Almost nobody on this forum has ever talked to a lawyer about this, and even less people have followed the actual court rulings that have determined what GDPR actually means in practice.

My favorite example, under GDPR over the last 5 years, regardless of whether you follow the spirit of GDPR to the letter...due to the various schrems rulings, back-and-forth on SCCs, data-transfers, and EU-US political spats...there's been multi-year periods where if you're using any service touching data in any part of your business even remotely connected to the US or any non-EU country (so, almost everything), it's been a violation that exposed you to massive fines should any EU resident have filed a complaint against you. This was recently resolved again, but will continue to go back and forth if GDPR remains as-is.

And this is just one of many weird situations the law has created for anyone running a business more complex than "a personal blog."

SiempreViernes 3 hours ago | parent | next [-]

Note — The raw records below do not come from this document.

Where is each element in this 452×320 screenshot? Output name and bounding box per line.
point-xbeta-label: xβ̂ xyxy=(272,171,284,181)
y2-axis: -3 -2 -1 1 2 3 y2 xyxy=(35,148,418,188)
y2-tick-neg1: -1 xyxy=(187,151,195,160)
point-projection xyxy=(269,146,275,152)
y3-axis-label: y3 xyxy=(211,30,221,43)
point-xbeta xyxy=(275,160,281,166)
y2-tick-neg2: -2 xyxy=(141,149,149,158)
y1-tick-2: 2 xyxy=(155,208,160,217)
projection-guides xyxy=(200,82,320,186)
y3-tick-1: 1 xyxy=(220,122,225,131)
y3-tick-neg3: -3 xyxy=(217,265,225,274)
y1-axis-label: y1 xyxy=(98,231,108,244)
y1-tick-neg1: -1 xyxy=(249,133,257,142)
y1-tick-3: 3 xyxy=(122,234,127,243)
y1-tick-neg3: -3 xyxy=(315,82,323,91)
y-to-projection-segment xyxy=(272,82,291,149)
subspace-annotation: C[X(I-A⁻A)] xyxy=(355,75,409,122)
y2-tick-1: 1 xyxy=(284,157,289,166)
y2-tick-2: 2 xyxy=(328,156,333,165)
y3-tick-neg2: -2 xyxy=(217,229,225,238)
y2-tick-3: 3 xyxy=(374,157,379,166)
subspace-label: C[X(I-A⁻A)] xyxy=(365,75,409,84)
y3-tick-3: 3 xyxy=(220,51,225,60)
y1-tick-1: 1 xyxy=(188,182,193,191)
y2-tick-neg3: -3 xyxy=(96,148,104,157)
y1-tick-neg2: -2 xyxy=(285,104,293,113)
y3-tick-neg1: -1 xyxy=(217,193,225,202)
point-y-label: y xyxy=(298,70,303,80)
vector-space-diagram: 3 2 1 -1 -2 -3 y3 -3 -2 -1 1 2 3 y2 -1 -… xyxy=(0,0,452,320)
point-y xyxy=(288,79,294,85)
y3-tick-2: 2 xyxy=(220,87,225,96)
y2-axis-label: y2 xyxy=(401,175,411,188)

I mean, if your domestic legislation makes it impossible for you to ensure the privacy of your customers, why do you insist could be responsible custodians?

troupo 2 hours ago | parent | prev [-]

> but will continue to go back and forth if GDPR remains as-is.

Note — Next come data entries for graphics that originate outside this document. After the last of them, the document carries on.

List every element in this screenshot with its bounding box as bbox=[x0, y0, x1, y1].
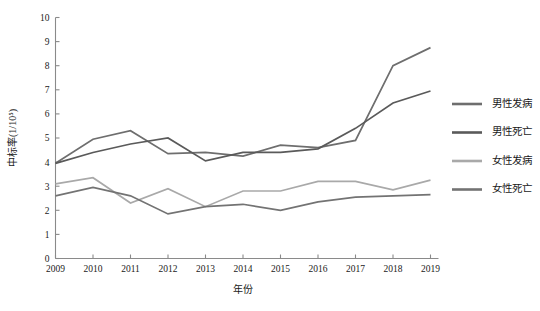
x-tick-label: 2012 bbox=[159, 264, 178, 274]
x-tick-label: 2010 bbox=[84, 264, 103, 274]
y-tick-label: 9 bbox=[45, 37, 50, 47]
y-tick-label: 6 bbox=[45, 109, 50, 119]
line-chart: 中标率(1/10⁵) 012345678910 2009201020112012… bbox=[0, 0, 540, 311]
x-tick-label: 2011 bbox=[121, 264, 140, 274]
x-tick-label: 2016 bbox=[309, 264, 328, 274]
x-tick-label: 2019 bbox=[421, 264, 440, 274]
y-tick-label: 7 bbox=[45, 85, 50, 95]
y-axis-title: 中标率(1/10⁵) bbox=[6, 109, 19, 167]
y-tick-label: 2 bbox=[45, 206, 50, 216]
y-tick-label: 4 bbox=[45, 158, 50, 168]
y-tick-label: 3 bbox=[45, 182, 50, 192]
x-tick-label: 2017 bbox=[346, 264, 365, 274]
chart-legend: 男性发病男性死亡女性发病女性死亡 bbox=[452, 97, 533, 195]
x-axis-title-text: 年份 bbox=[233, 283, 253, 295]
legend-label: 男性死亡 bbox=[492, 125, 532, 137]
y-tick-label: 10 bbox=[40, 13, 50, 23]
y-tick-label: 5 bbox=[45, 133, 50, 143]
x-tick-label: 2015 bbox=[271, 264, 290, 274]
y-tick-label: 8 bbox=[45, 61, 50, 71]
x-axis: 2009201020112012201320142015201620172018… bbox=[46, 255, 440, 274]
chart-container: 中标率(1/10⁵) 012345678910 2009201020112012… bbox=[0, 0, 540, 311]
x-tick-label: 2013 bbox=[196, 264, 215, 274]
y-tick-label: 0 bbox=[45, 254, 50, 264]
legend-label: 男性发病 bbox=[492, 97, 533, 109]
x-tick-label: 2018 bbox=[384, 264, 403, 274]
series-line bbox=[56, 48, 431, 164]
y-axis: 012345678910 bbox=[40, 13, 60, 264]
y-tick-label: 1 bbox=[45, 230, 50, 240]
y-axis-title-text: 中标率(1/10⁵) bbox=[6, 109, 19, 167]
x-axis-title: 年份 bbox=[233, 283, 253, 295]
legend-label: 女性死亡 bbox=[492, 182, 532, 194]
series-lines bbox=[56, 48, 431, 214]
x-tick-label: 2009 bbox=[46, 264, 65, 274]
x-tick-label: 2014 bbox=[234, 264, 253, 274]
legend-label: 女性发病 bbox=[492, 154, 533, 166]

Yes, it should remain as is and enforced. Yes, storing your users' data in the US is extremely problematic because the US really couldn't give two shits about privacy, or user data.

pembrook an hour ago | parent [-]

I totally get it, it's fun to take wildly impractical ideological stances on things and ignore reality.

However, this generation is beginning to learn the lesson every generation learns: one has to deal with the world as it is, not as one wishes it were. Scarcity exists.

Unfortunately, in globalized economic reality, you will have to transfer data to other countries to conduct business.

Unfortunately, in fossil fuel driven reality, you can't just shut off the fossil fuels and switch to paper straws, you have to build actually viable alternatives first.

Unfortunately, in non-world-peace reality, you can't just stop having a military and become pacifist. Turns out you still need missiles and tanks.

Unfortunately, in low-birth and low-economic-growth reality, you cannot let people retire at 62 and draw inflation-pegged pensions until death.

Unfortunately, in non-0 interest rate reality, governments can't keep deficit spending to prop up a broken socialist economic model.

Etc. Etc.

vladms 23 minutes ago | parent [-]

You don't give any reference that we can look up regarding the problems you mention (ref: "if you're using any service touching data in any part of your business even remotely connected to the US or any non-EU country (so, almost everything"). They might be very reasonable, but seems we miss the point if we don't talk a bit more detailed.

What services are you talking about? AWS? Microsoft? Some small startup? Gmail? What data? etc.